There has been recent news from Texas of a fatality relating to use of a portable water birth pool that utlilised a recirculating water system

Earlier this year in the UK there was an outbreak of Legionella associated with similar equipment.

Having designed and supplied portable birth pools from 1987 and installed pools in hospitals since 1988 I probably have a greater knowledge and understanding of the issues relating to their design, engineering and manufacture then any one else.

I created the largest birth pool hire company in the UK hiring out 75-90 portable pools a month and never had an infection control issue.

It’s simple.

These are the rules that need to be followed.
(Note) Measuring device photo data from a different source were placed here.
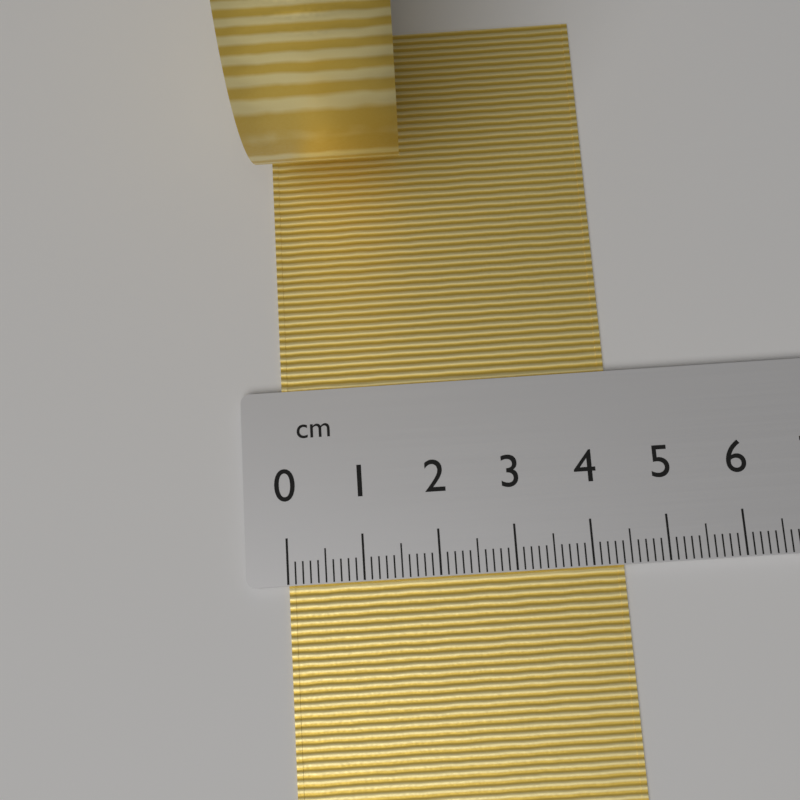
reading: 4.4 cm
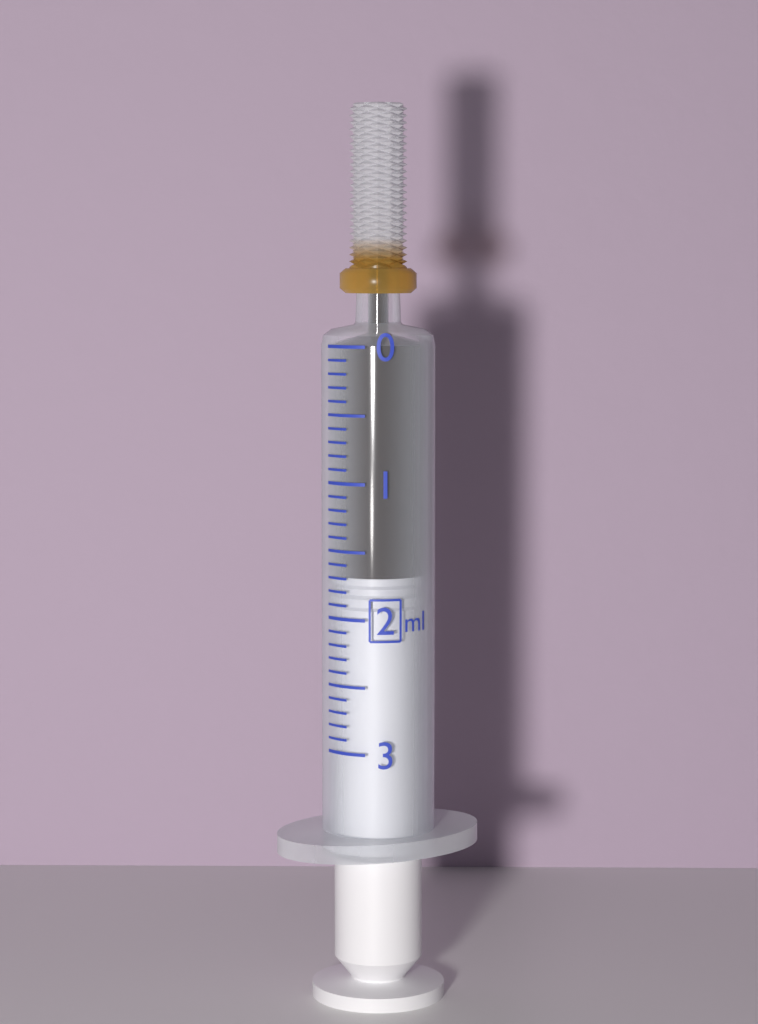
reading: 1.7 ml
NO recirculating systems of any sort!

This means no jets, no bubbles, no heating, no filtering systems of any sort – just a pool of fresh water, and by fresh I mean no more then 12 hours old.
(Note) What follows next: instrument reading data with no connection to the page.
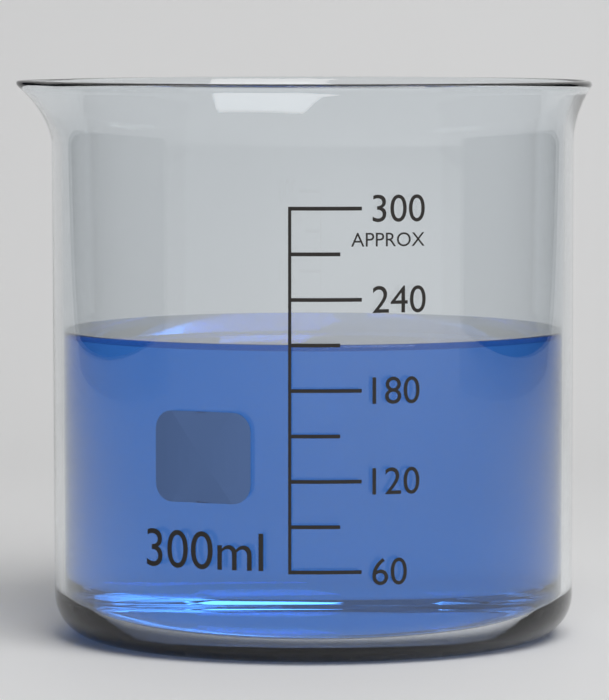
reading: 210 ml
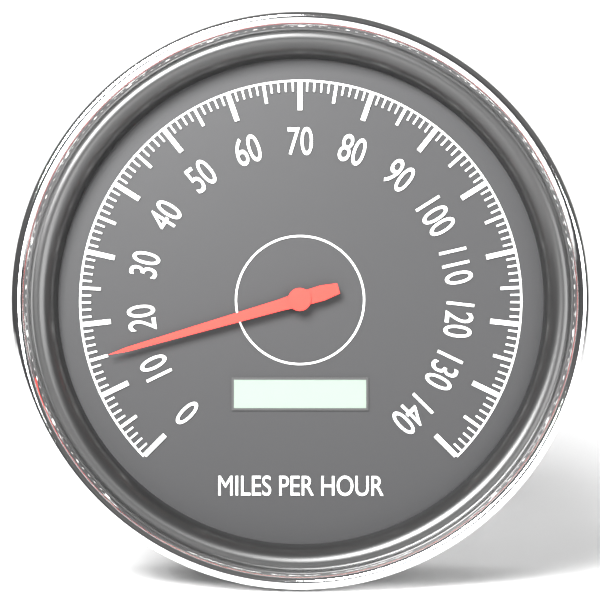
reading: 15 mph
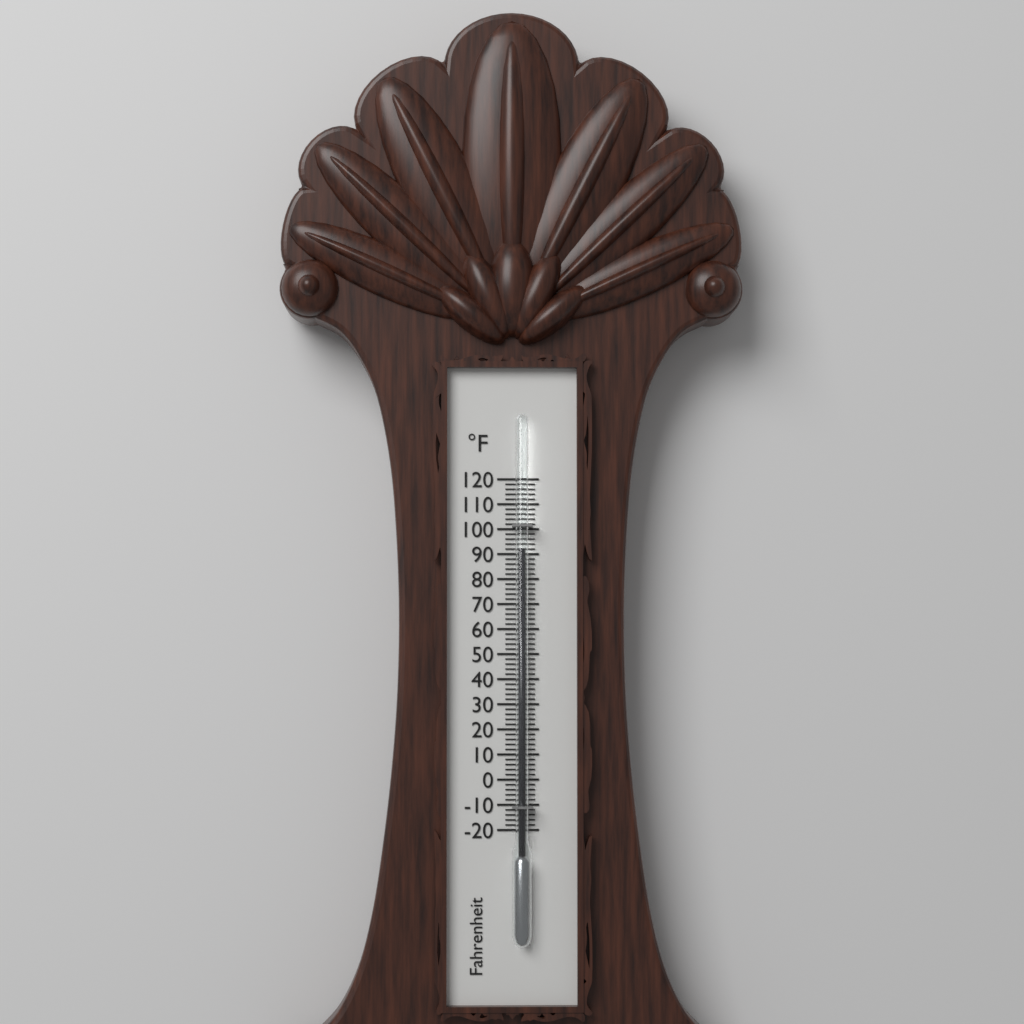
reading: 92 °F
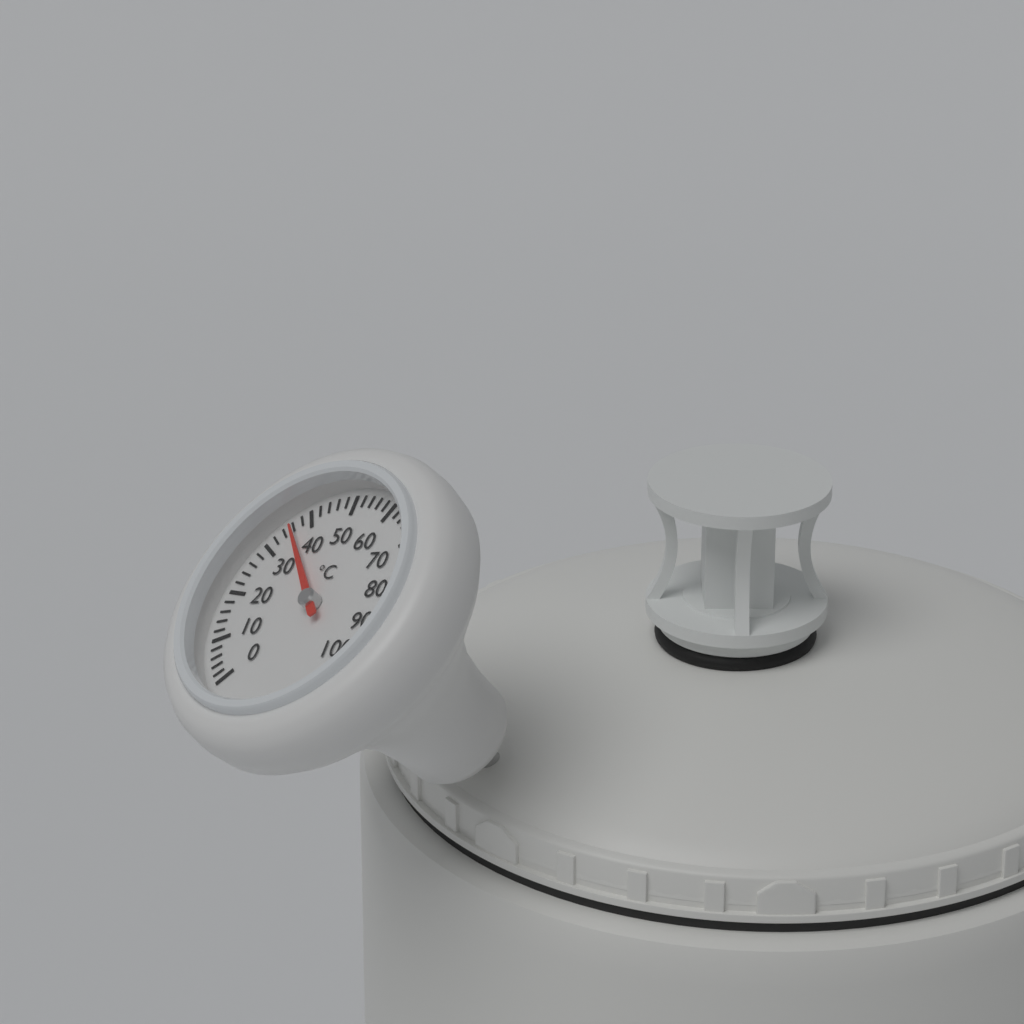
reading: 36 °C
You’d be amazed how quickly life takes root in a pool of warm water, you can actually feel that after 12 hours a pool of body temperature water feels differently to the way it did originally.

Fill the pool with a new hosepipe.

Hosepipes, piping, tubes of any sort and pumps are the No. 1 Risk!

You don’t know what is going on inside them and you can’t take the risk.

So, fill your birth pool with a NEW hosepipe once your in established labour and play it safe.

IF its a pool that has been used before USE a disposable liner to negate risk of cross infection.

Anything that has been in contact with water before must not be in contact with the water in your birth pool!

For water birth pools that are installed in hospital its even more straightforward:

The pool should not have:

• Overflow drains

• Water Inlets

• Hand held showers

• Systems with flexible hoses or pipes for filling and emptying

• Integral or secondary plumbing supply or outlet systems

• Any type of recirculating or pumped water systems such as whirlpool, Jacuzzi, spa, heating, bubbling, filtering etc.

To ensure that health & safety and infection control standards are met we strongly advise that you do not use a water birth pool that has any of these features.

Water Birth Pools should be filled from taps plumbed directly into the hospitals water supply as normal baths are and emptied as a normal bath would be.

Not only do secondary or integral plumbing systems of a proprietary nature present unacceptable risks, they are expensive to purchase, difficult to maintain and unnecessary.

The benefits of water for labour and birth are clear and understood.

The world is poised on a threshold in the proliferation of their use following successful models in the United Kingdom and other countries.

It must be safe!

www.activebirthpools.com


Iggy Crash 10 years ago

There has been legionnaires diseases discovered at The Royal Hobart Hospital too. I'm by now means a home-birth advocate but this is getting a little ridiculous.